Leadership Transition at Zicklin School: Dean Huss Retires
December 16, 2022
On December 31, H. Fenwick Huss, the Willem Kooyker Dean of the Zicklin School of Business since 2014, will retire. During his eight-and-a-half years of leadership, Huss presided over crucial updates of undergraduate and MBA curricula, extended the Zicklin School’s reach through international dual-degree programs, and oversaw the launch of the Master of Science in Business Analytics and the Doctor of Business Administration programs, the latter the first in New York State. His student-centered, innovative leadership garnered high enrollments and national recognition.
Dean Huss took a student-centered approach to his leadership of the Zicklin School.
“When the provost announced my retirement back in August, she used a key phrase: ‘Fenwick and the talented Zicklin team,’” Huss notes. “Any successes we achieved here were a group effort. It’s never about the dean alone.”

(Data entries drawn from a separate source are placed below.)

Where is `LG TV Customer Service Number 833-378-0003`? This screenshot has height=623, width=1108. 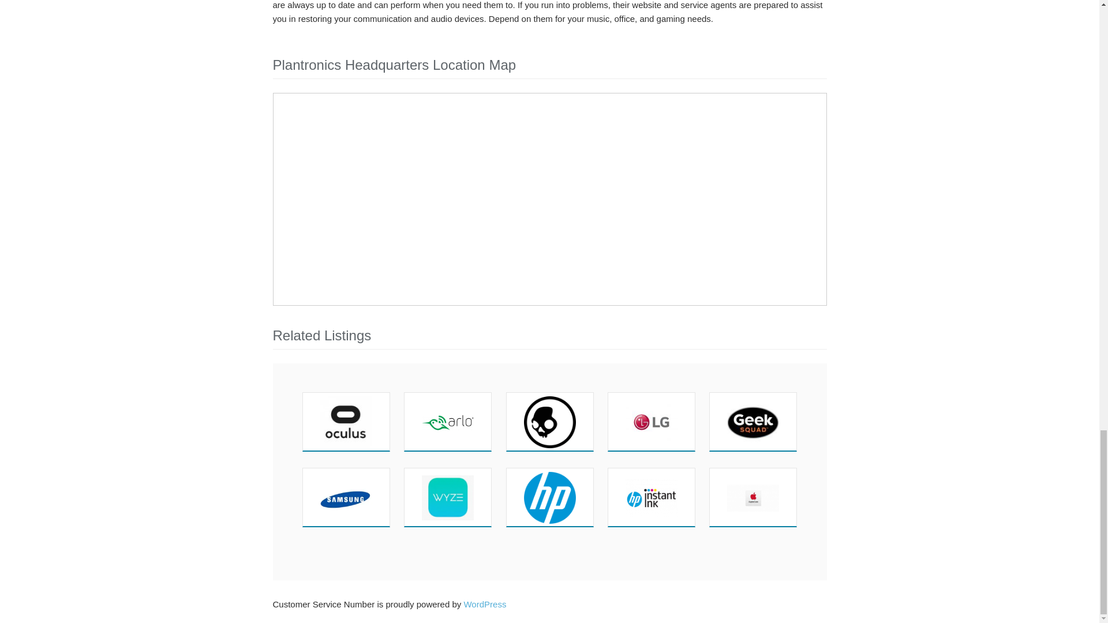 LG TV Customer Service Number 833-378-0003 is located at coordinates (651, 421).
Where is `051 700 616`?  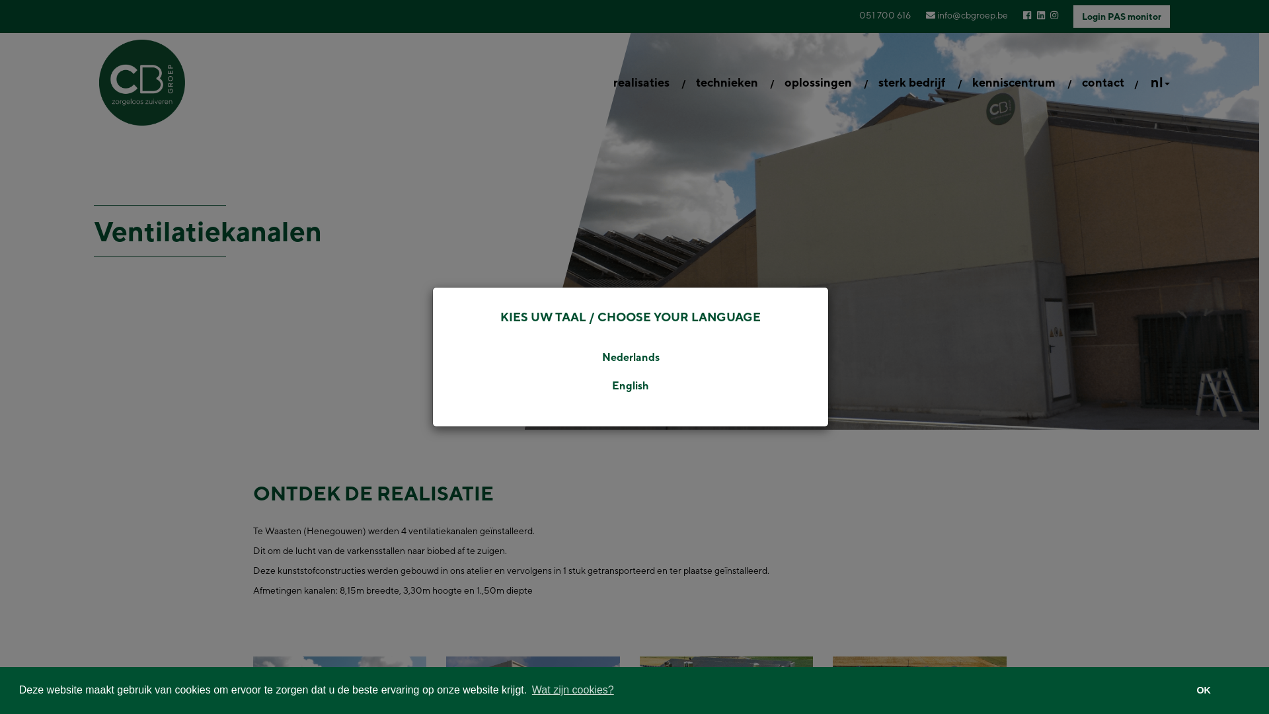 051 700 616 is located at coordinates (885, 15).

Huss, who came to the Zicklin School after a decade as dean of the J. Mack Robinson School of Business at Georgia State University in Atlanta, learned early in his career that “top down” institutional change is unlikely to succeed. “The first thing a leader should do is talk to people in the organization and find champions who agree certain changes are needed,” he offers. “I’ve been very fortunate to have great champions for our initiatives — faculty and staff who recognize the importance of continuous improvement and innovation in the content and delivery of materials.”
On January 1, 2023, Senior Associate Dean Paquita Davis-Friday will become interim dean as the Zicklin School launches a national search for a permanent leader.

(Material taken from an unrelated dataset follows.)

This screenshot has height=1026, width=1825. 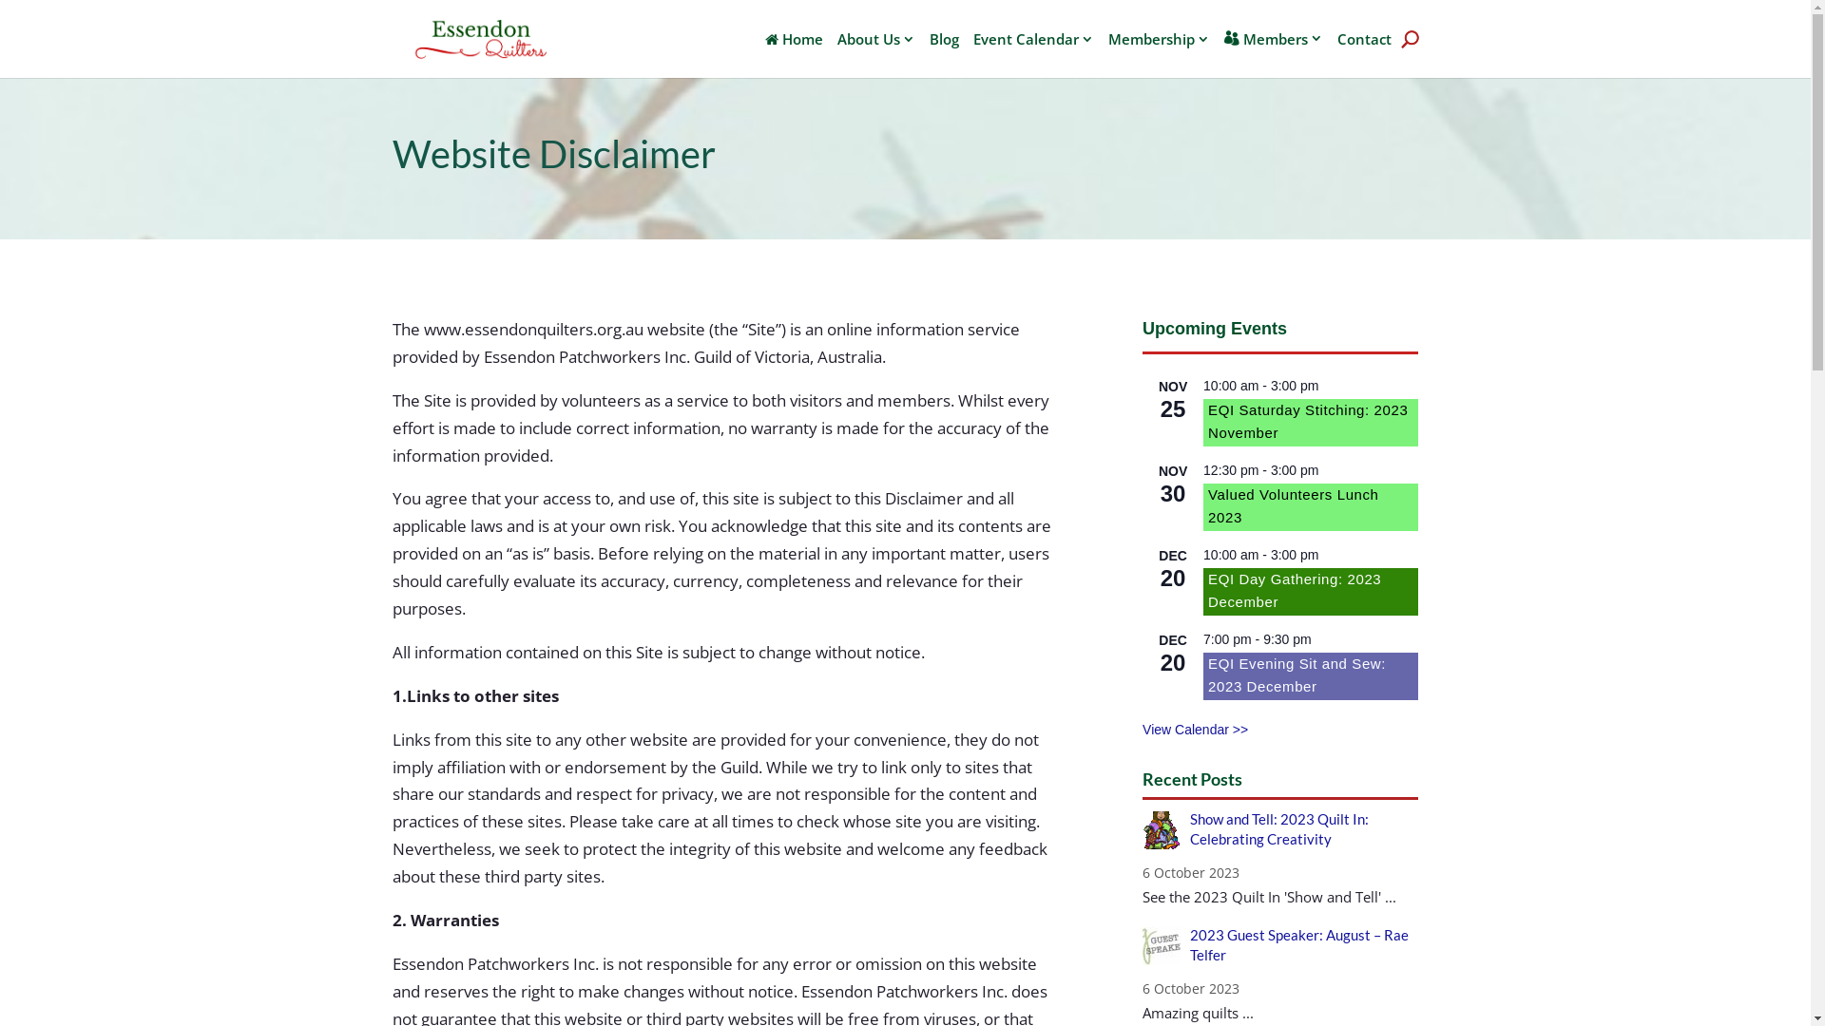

“I’m very optimistic about our future, because the new leadership team is deeply committed to the School’s mission,” says Huss. He hopes the Zicklin School will continue the momentum it has achieved in innovation in programming and new approaches to pedagogy: “We’re currently in the middle of revising the MBA program. Guess what? We did that a couple of years ago, and a couple of years before that.” That kind of continuous improvement is essential, he says, given the pace of change in the business world, “otherwise what we’re teaching will be out of date in a few years—or even a few months.”
Of all his career achievements, Huss is perhaps most proud of the international initiatives he’s undertaken, including partnerships with universities in Asia and Europe on dual-degree and joint degree programs. “As [management guru] Peter Drucker once said, in about five years there will be two types of CEOs: those who think globally and those who are unemployed. Our students won’t succeed if we don’t prepare them to understand differences in systems, differences in cultures and in how work gets done.” Ideally, students should gain experience working in international settings, but “having someone sitting next to them in class who’s from Asia, from India, from Europe, from Africa, is also beneficial. Anything we can do to enhance the internationalization of the student experience is critical.”
What are Huss’s plans for retirement? While his university work will cease, he will continue to serve on a few corporate boards and hopes to become more involved with a nonprofit organization he helped initiate that offers social services in a home setting for children and adolescents who have been failed by the foster-care system.
“I came to New York to be part of the great work that’s done here at the Zicklin School,” Huss sums up. “It’s been a privilege and the highlight of my career.”